Happy Birthday!
May. 31st, 2008 05:46 amHappy birthday,
webbob, and thanks again for the help at Wiscon.
DES MOINES — On a recent evening here, Greg Tew, 28, considered the question: What is it like to work in a state that is creating more jobs than workers? He was sitting in the lobby of a new hotel in downtown Des Moines, part of an extensive redevelopment investment to attract workers to Iowa.
“It is noticeable,” Mr. Tew, a computer programmer at EMC Insurance Companies, said of the jobs surplus. “You’re a hot commodity. Salaries go up just because companies are fighting to retain the talent they have.”
His friend Stacy Berenguel, 28, a financial advisor at Citi Smith Barney, said that while she was very conscious of talk of a national recession, some of her friends in Iowa were switching jobs over company amenities, like fitness centers. “Even when I’ve had friends laid off, they had no problem finding jobs,” she said. “So I’m willing to take financial risks, like splurging. Last weekend I went to Chicago and shopped for clothes and shoes. It was great. There were sales everywhere.”
Are these the voices of a nation looking at recession?
As rising unemployment and layoffs beset workers around the country, Iowa faces a different problem: a surplus of jobs. Or to put it another way: a shortage of workers. A survey of companies by Iowa Workforce Development, a state agency, found as many as 48,000 job vacancies, in industries including financial services — Des Moines trails only Hartford as the nation’s insurance capital — health care and skilled manufacturing. One estimate projects the job surplus to reach 198,000 by 2014, with vacancies increasingly in professional positions. Greater Des Moines alone faces a shortfall of 60,000 workers in the next decade.

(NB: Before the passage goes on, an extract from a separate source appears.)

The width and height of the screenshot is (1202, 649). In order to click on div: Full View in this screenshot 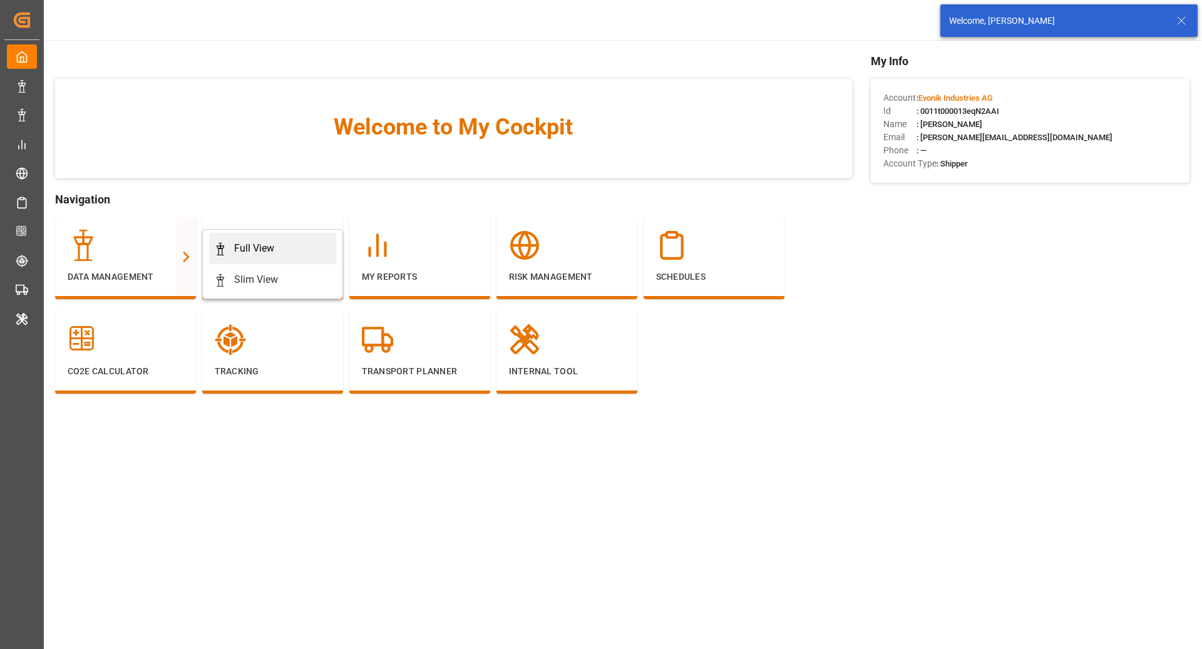, I will do `click(254, 249)`.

The state provides a small, advance view of what some economists predict will be a broader shortage of skilled workers in the next 20 or 30 years, as tens of millions of baby boomers retire from the workplace, and the economy produces more new jobs than workers. Potential consequences include slower economic growth and competitiveness, as well as higher wages for skilled workers and greater inequality.
Estimates of the national shortage run as high as 14 million skilled workers by 2020, according to widely cited projections by the labor economists Anthony P. Carnevale and Donna M. Desrochers. More

Volunteer at Pride!
NARAL Pro-Choice Minnesota is looking for volunteers to help out at our booth at the Twin Cities Pride Festival.
If you’re interested or would like more information on volunteering at Pride or other events, please contact Dan <mailto:danb@prochoiceminnesota.org> .
When: Saturday, June 28, 10 a.m. - 10. p.m.
Sunday, June 29, 12 - 6 p.m.
Where: Loring Park, 1382 Willow Street, Minneapolis
NARAL Pro-Choice Minnesota will be at Pride to talk with festival-goers about reproductive rights, the importance of the 2008 elections, and what they can do to help.
So come out to Loring Park to enjoy the entertainment, grab something to eat, and drop by our booth! Pick up some pro-choice swag and learn what you can do to support reproductive rights in Minnesota!
I’m looking forward to Ferraro’s next op-ed, in which she’ll whine that handicapped people get all the good parking spaces.